I’m alone in my apartment, trying to understand what a city is. The internet assures me only that there is no clear answer—even the United Nations has three definitions for what constitutes a city. I’m fixating on population size, but even that’s slippery. An “urban area” can apparently be distinguished from a “metropolitan area,” but somehow the largest “urban area” in the United States is called the “New York metropolitan area” (wait, what?) which has recently been more broadly identified as a “metropolitan statistical area,” throughout which one large urban center spreads its web but the whole of which is not legally incorporated as a city. I look at the satellite image of a bright core and then yellow sparks clustered along the Atlantic Ocean, spreading. My head aches; all I see is a never-ending chain.

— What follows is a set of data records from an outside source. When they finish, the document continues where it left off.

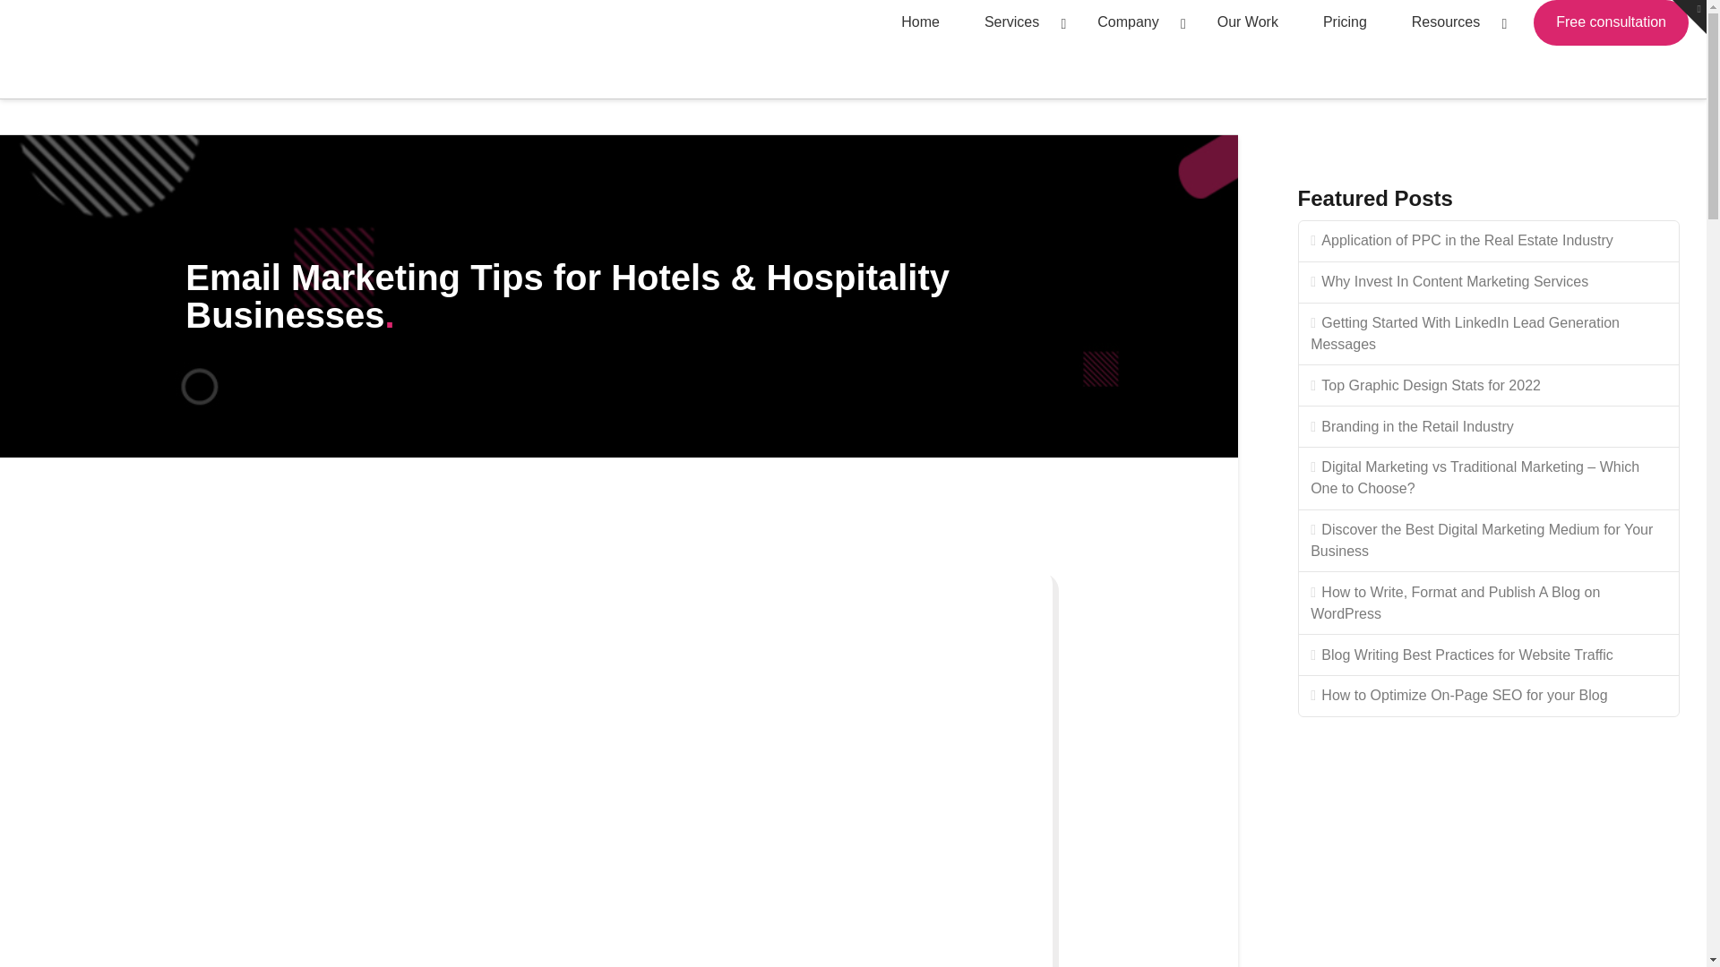  What do you see at coordinates (920, 22) in the screenshot?
I see `Home` at bounding box center [920, 22].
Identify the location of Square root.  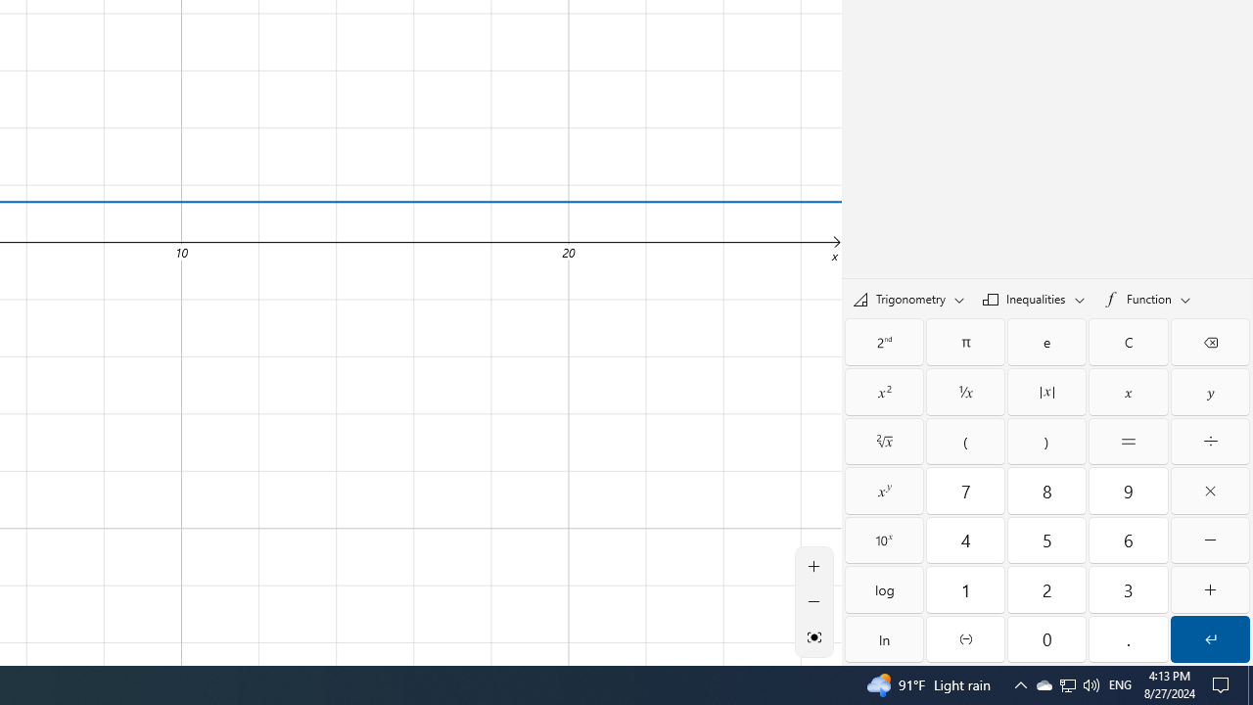
(884, 441).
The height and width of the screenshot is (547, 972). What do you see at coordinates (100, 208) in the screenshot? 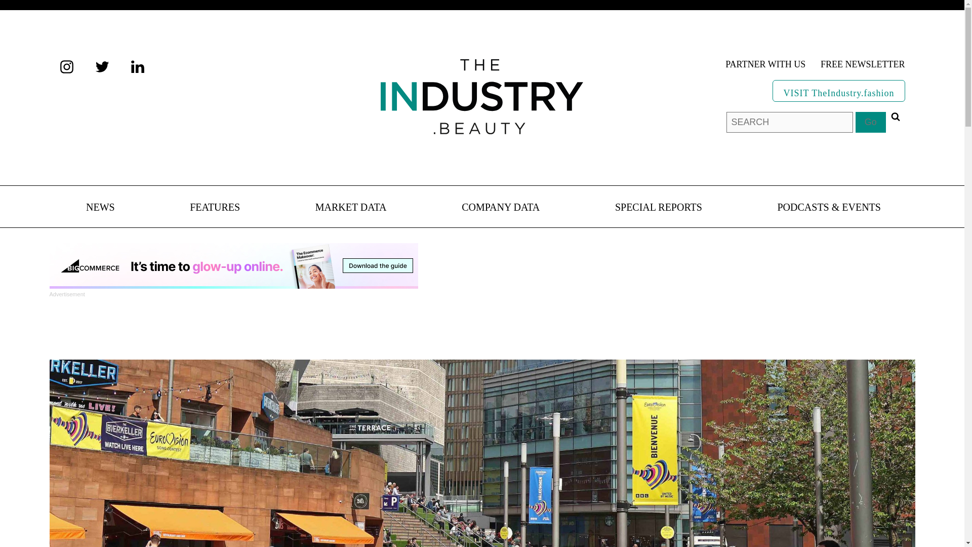
I see `NEWS` at bounding box center [100, 208].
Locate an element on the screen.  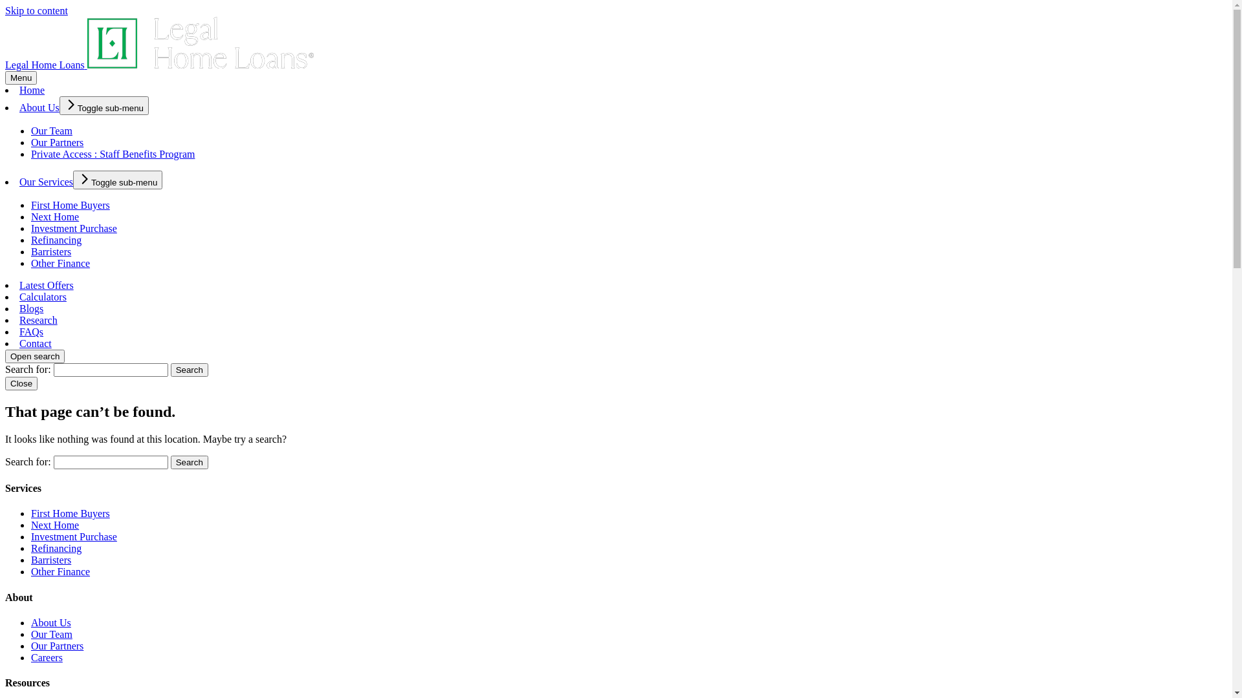
Toggle sub-menu is located at coordinates (104, 106).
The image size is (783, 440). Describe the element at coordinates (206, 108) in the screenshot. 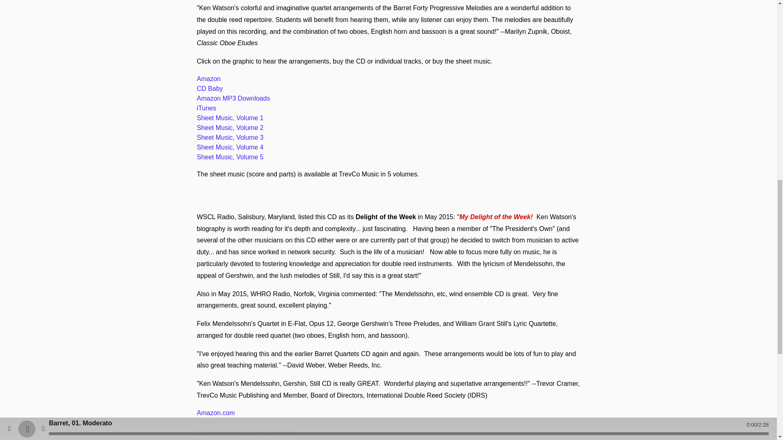

I see `iTunes` at that location.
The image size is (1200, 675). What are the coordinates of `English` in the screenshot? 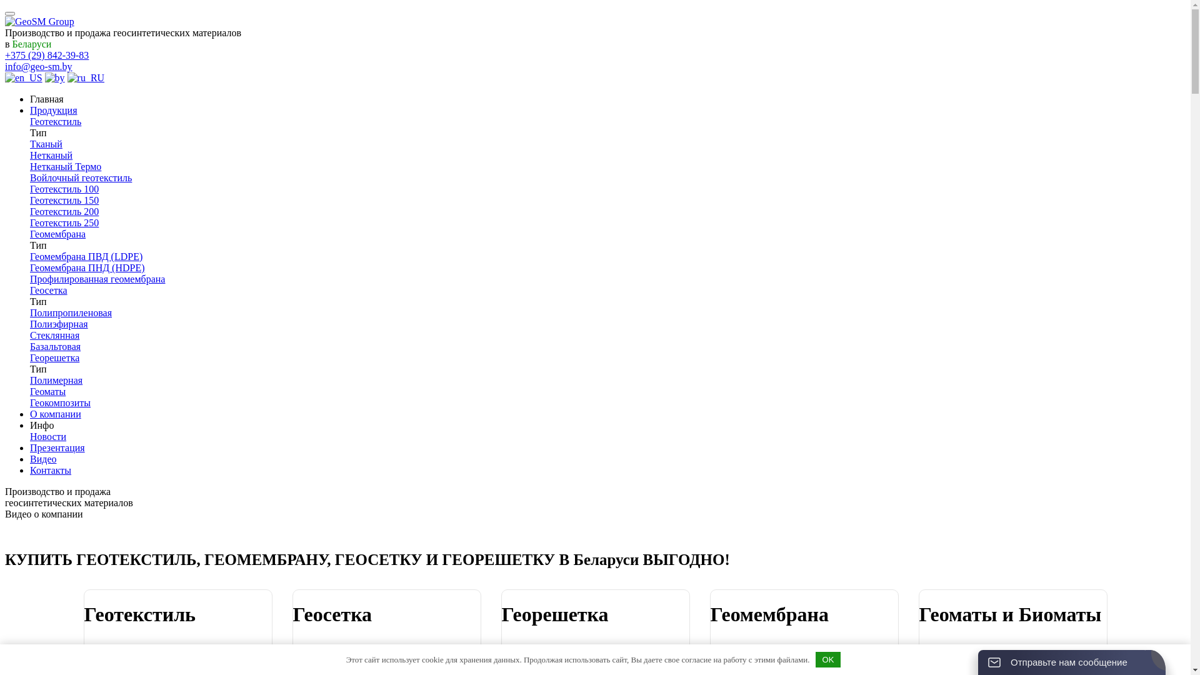 It's located at (24, 78).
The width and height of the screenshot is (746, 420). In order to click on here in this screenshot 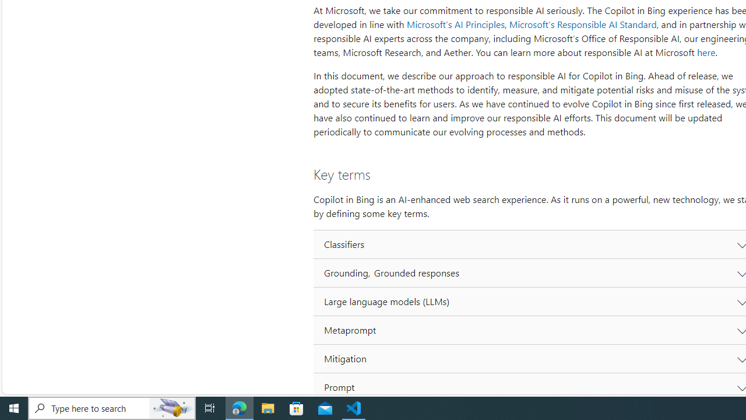, I will do `click(706, 52)`.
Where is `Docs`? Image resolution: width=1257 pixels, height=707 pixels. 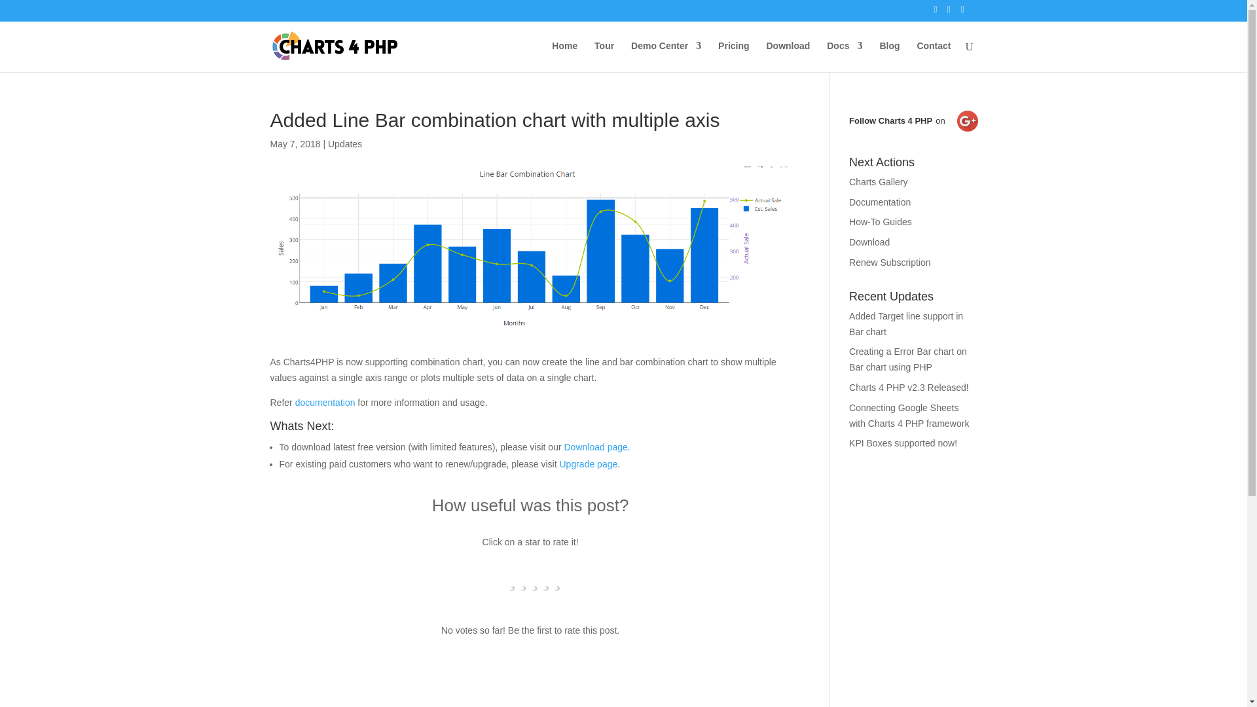 Docs is located at coordinates (845, 56).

So if the first corona case was detected in early December in Wuhan, then it was essentially followed by seven weeks of secrecy, of avoiding political embarrassment, of pathetic containment. A government’s version of “being cool.” On December 30, a local Chinese doctor’s warning was deemed “illegal behavior,” and without the best disinfectants—information and attention—corona naturally spread. By late January, when I had a slight cold, corona was a joke to text potential dates about. In that seven week window, the mayor of Wuhan said he couldn’t disclose the severity of the virus because he needed authorization from officials higher up while larger Chinese health institutions turn the blame around on the local governments who are now tracking down carriers and forcibly expelling them while the highest circles put on horse blinders and focus on Prime Minister Xi Jinping’s speeches. Another never-ending chain of catastrophic confusion.
I’ve been calling to check on my eighty-five year old father every day. He grew up in 1935 in a village in Belarus that still doesn’t have indoor plumbing. He looks at corona, and all he sees is Chernobyl: a familiar tragedy of omission, acknowledged only by a twenty second TV announcement two days after the explosion when a Swedish plant (over 620 miles away) detected the radiation levels and suggested a report to the International Atomic Energy Agency after the Soviets’ initial denial. Twenty seconds followed by a discussion of American nuclear accidents and then classical music. It’s no coincidence that English has subsumed the Russian word apparatchik (a member of the Communist party) to denote a blindly obedient official of a large organization. Apparatchiks see cosmonauts hastily launched into space and Jews handily traded for wheat as political systems pawned lives in exchange for prestige. Familiar communist chains of command and fear while iodine-131 quietly contaminated Belarussian milk and Shostakovich played.
I know it’s hard to predict an explosive virus. It’s invisible—and it should have stayed that way—but the virus manifests in silence, and the web becomes visible. I know it’s easier to stick to what you know or who you know instead of looking at what you don’t and asking questions. I’m not a politician, I am a playwright, so all I see are narrative frames and patterns, repeated policies of national secrecy in the name of political superiority that allow fear and disease to fester and proliferate unchecked whether via a lack of testing here or a cultivated ignorance in China. And as I sit here typing in a ghostly Brooklyn, I’m learning that pandemics are silent monsters without shouts and bangs, just whimpers and regrets. Empty shelves in some neighborhoods with remote workers while other local markets bustle with citizens who can’t afford to stop for sickness. New city lines are drawn as theaters and restaurants (finally) close, and everyone starts to question the very air we breathe.
In a dramatization, one can’t help but point to those windows: weeks in which biological threats could have been exposed and contained. Easy to say now, of course, and I don’t envy the precarious positions that apparatchiks faced and continue to face in the struggle between power and truth. And in these eerie weeks that lie ahead, I suspect we will learn more about American chains of responsiveness and responsibility all the while physicians have to make impossible decisions about who deserves a bed and who has to go prematurely home. All we can do is communicate—it is always what we could have done, and it will always be the one thing we can do. Communicate securely, openly and honestly on every level. As an artist, as a doctor, as a politician. As a whatever and whoever you are. About whatever you need and see. Don’t be cool.
For much of my adult life, I have devoted myself to those gatherings we must currently abstain from and to truth tellers who harness the invisible power that accumulates between bodies in rooms through exhales of laughter and inhales of recognition that now require a six foot radius. As we redefine boundaries to contain this virus, we must admit when we are weak. Recognize symptoms of broken systems. Make new chains. It’s a new city.